I didn’t explain this all the way through. Unlike classnames, no two things on the page can have the same ID. (Freeway won’t let you, but the spec also says such a page is invalid.) This is helpful if you want to address individual items on the page from JavaScript and need to give each one a different behavior.
When you use jQuery, you use CSS notation to describe what you are trying to change. So this:
$('.foo')
accesses everything on the current page that has the classname ‘foo’ applied to it. A preceding dot in the CSS selector means “class”. Conversely, this:
$('#bar')
accesses the one and only thing on the current page that has the ID ‘bar’ applied to it. As you’ve no doubt guessed, a preceding octothorp means “id”.
If you use Prototype.js, then there are two different accessors to find single (id-based) or multiple (any CSS you can think of) page elements:
$('some_id')
$$('.foo > a[title*="wibble"]')
You can do the latter trick with crazy-deep CSS selectors in jQuery, too; it’s not just for classnames.
Walter
On May 4, 2018, at 11:31 AM, Walter Lee Davis email@hidden wrote:
No, they say quite often in the docs that the owl-carousel class is required. I would not change that. Each one will be self-contained. As a bit of HTML knowledge: classnames can be repeated within a page. You could have one or twenty-one carousels on the page, all with the same classnames, and this would be a valid page. But IDs cannot repeat within a page. If you wanted two different carousels to have two different sets of settings (one auto-move, the other not) then you would use the ID of the element to trigger the owlCarousel() method in JavaScript. (Leave the class="owl-carousel"

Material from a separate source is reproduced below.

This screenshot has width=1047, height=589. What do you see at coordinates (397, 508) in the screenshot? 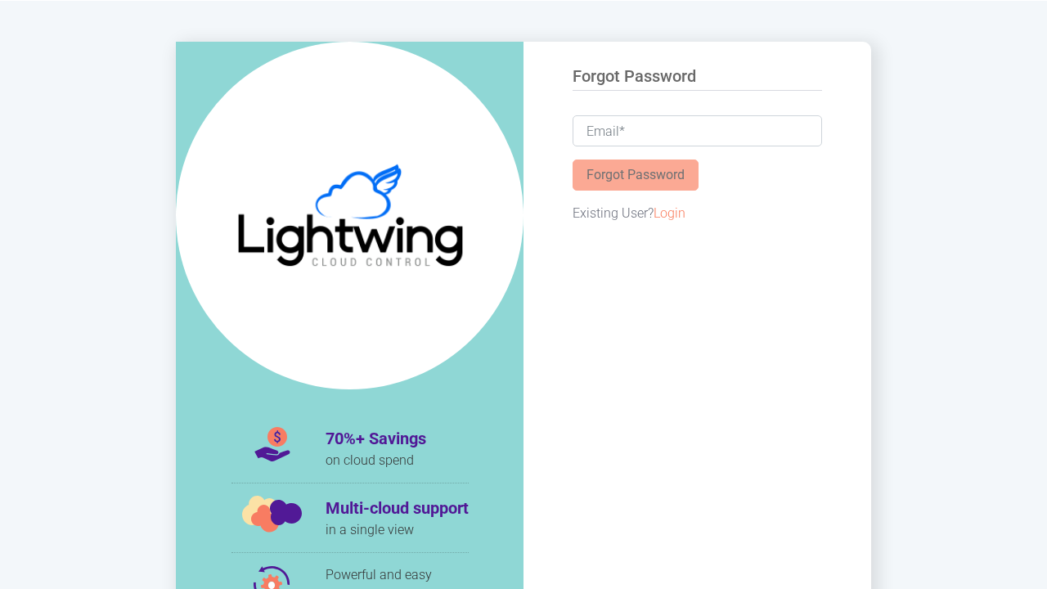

part in your page!) But then something like this to initialize them:
$('#owl_one').owlCarousel({ some settings here });
$('#owl_two').owlCarousel({ other settings here });
Walter
On May 4, 2018, at 11:18 AM, billy kimmel email@hidden wrote:
Hey Walter,
The carousel now works!
Interestingly if you look on the Owl Carousel website at the docs, they have stated the brackets incorrectly in the “call to script” Once I change that from your example it all worked.
Now I want to have a video carousel on the same page. Do I need to the give the carousel a unique class different from the other.
For example my first carousel class is owl-carousel"
So the second one… "owl-carousel2 ?
Of course then adding the video option code.